It would be nice to see an analysis of a median passenger, how much they pay in flights, how much they pay in foregone rewards from a non-airline card, etc. Or a revenue analysis—valuation is very subject to accounting trickery regarding debt management and liability assignment choices.
Claude says 75-80% of airline revenue is ticket sales, 8-10% add-on fees, and 10-12% credit card loyalty programs.
This is the problem with financial attribution. Net is highly susceptible to that accounting trickery (aka structure decisions) regarding how expenses are distributed. In truth, all of these are correlated in customer behavior—the credit card revenue comes because of operational/flight options. How much of the expense should be attributed to each (and how much of the debt service for the enterprise, which is significant for airlines) is a choice they make.
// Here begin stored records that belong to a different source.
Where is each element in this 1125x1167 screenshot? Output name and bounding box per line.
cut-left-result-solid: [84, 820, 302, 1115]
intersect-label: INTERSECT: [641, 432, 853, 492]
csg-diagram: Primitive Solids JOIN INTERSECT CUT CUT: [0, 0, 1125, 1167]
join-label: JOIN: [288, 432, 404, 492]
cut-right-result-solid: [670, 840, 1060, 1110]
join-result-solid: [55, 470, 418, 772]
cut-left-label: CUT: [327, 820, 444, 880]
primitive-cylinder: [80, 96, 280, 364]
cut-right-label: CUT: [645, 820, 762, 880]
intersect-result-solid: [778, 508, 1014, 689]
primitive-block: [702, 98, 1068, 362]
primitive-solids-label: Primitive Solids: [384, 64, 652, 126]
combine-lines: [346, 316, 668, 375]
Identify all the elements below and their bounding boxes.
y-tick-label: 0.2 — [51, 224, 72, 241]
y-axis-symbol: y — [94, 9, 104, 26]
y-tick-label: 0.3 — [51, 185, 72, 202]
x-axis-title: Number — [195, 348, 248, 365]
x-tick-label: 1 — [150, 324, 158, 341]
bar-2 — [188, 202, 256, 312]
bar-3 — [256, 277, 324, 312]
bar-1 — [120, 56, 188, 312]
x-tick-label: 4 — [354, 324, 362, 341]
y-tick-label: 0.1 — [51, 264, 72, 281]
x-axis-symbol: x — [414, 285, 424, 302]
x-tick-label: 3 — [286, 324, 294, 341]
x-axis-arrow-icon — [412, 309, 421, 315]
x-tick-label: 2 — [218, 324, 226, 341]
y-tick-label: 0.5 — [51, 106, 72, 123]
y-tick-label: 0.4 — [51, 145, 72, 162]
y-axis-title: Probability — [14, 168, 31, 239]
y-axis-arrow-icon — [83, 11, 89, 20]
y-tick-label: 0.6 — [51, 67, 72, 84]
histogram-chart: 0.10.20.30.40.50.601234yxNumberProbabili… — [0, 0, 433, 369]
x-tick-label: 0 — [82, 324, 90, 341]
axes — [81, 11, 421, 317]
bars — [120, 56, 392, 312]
They are tied together enough that there IS NO objective truth of the matter for what the post is claiming. Revenue gives the closest approximation IMO, but really, it’s everything combined with everything else.
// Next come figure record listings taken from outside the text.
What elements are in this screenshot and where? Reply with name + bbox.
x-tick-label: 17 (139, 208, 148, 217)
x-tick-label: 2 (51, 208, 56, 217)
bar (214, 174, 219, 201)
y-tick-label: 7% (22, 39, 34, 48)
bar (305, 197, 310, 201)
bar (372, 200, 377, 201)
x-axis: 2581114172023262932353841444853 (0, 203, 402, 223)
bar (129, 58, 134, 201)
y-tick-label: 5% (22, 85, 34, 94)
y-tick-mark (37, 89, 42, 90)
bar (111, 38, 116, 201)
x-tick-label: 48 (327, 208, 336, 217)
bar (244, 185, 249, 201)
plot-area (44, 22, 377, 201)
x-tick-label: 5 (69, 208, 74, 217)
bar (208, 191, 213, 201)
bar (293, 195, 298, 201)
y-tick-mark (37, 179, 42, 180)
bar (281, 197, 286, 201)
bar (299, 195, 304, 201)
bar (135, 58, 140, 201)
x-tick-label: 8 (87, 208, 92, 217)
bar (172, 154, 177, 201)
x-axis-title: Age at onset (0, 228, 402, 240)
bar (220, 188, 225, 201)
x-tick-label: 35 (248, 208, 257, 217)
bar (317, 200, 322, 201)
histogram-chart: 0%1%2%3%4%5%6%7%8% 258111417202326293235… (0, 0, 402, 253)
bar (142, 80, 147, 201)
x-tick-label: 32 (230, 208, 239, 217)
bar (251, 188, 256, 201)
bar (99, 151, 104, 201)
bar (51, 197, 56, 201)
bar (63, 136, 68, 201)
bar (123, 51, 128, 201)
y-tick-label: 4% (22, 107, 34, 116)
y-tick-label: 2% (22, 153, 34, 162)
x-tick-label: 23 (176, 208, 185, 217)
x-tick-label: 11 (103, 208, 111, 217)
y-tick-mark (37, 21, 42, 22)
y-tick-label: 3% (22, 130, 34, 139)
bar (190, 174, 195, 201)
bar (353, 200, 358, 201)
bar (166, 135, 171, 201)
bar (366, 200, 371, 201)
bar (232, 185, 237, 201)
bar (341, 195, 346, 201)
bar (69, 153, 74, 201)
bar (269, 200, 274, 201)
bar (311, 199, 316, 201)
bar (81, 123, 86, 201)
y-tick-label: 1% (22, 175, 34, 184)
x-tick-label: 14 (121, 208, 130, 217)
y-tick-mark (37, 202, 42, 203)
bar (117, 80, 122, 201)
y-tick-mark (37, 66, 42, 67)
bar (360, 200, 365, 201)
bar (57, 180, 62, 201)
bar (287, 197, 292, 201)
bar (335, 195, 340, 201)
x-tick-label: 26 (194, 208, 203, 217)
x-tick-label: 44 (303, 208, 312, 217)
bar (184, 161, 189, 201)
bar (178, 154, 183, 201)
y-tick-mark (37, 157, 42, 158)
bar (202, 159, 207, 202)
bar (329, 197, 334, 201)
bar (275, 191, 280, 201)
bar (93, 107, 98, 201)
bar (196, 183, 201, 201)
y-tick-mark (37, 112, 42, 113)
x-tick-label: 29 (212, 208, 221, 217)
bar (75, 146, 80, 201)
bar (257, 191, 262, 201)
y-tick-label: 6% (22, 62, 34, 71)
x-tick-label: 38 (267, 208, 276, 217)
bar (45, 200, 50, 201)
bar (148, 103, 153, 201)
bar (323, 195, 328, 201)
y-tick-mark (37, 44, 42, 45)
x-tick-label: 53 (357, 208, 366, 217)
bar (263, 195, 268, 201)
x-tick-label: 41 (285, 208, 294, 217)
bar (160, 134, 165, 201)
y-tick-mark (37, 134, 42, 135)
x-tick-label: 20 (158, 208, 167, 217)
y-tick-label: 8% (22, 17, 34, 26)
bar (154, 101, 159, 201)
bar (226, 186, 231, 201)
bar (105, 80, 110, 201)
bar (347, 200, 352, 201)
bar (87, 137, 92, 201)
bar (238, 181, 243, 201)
It would be nice to see an analysis of a median passenger, how much they pay in flights, how much they pay in foregone rewards from a non-airline card, etc. Or a revenue analysis—valuation is very subject to accounting trickery regarding debt management and liability assignment choices.
Claude says 75-80% of airline revenue is ticket sales, 8-10% add-on fees, and 10-12% credit card loyalty programs.
That seems plausible for gross revenue, not so much for net.
This is the problem with financial attribution. Net is highly susceptible to that accounting trickery (aka structure decisions) regarding how expenses are distributed. In truth, all of these are correlated in customer behavior—the credit card revenue comes because of operational/flight options. How much of the expense should be attributed to each (and how much of the debt service for the enterprise, which is significant for airlines) is a choice they make.
They are tied together enough that there IS NO objective truth of the matter for what the post is claiming. Revenue gives the closest approximation IMO, but really, it’s everything combined with everything else.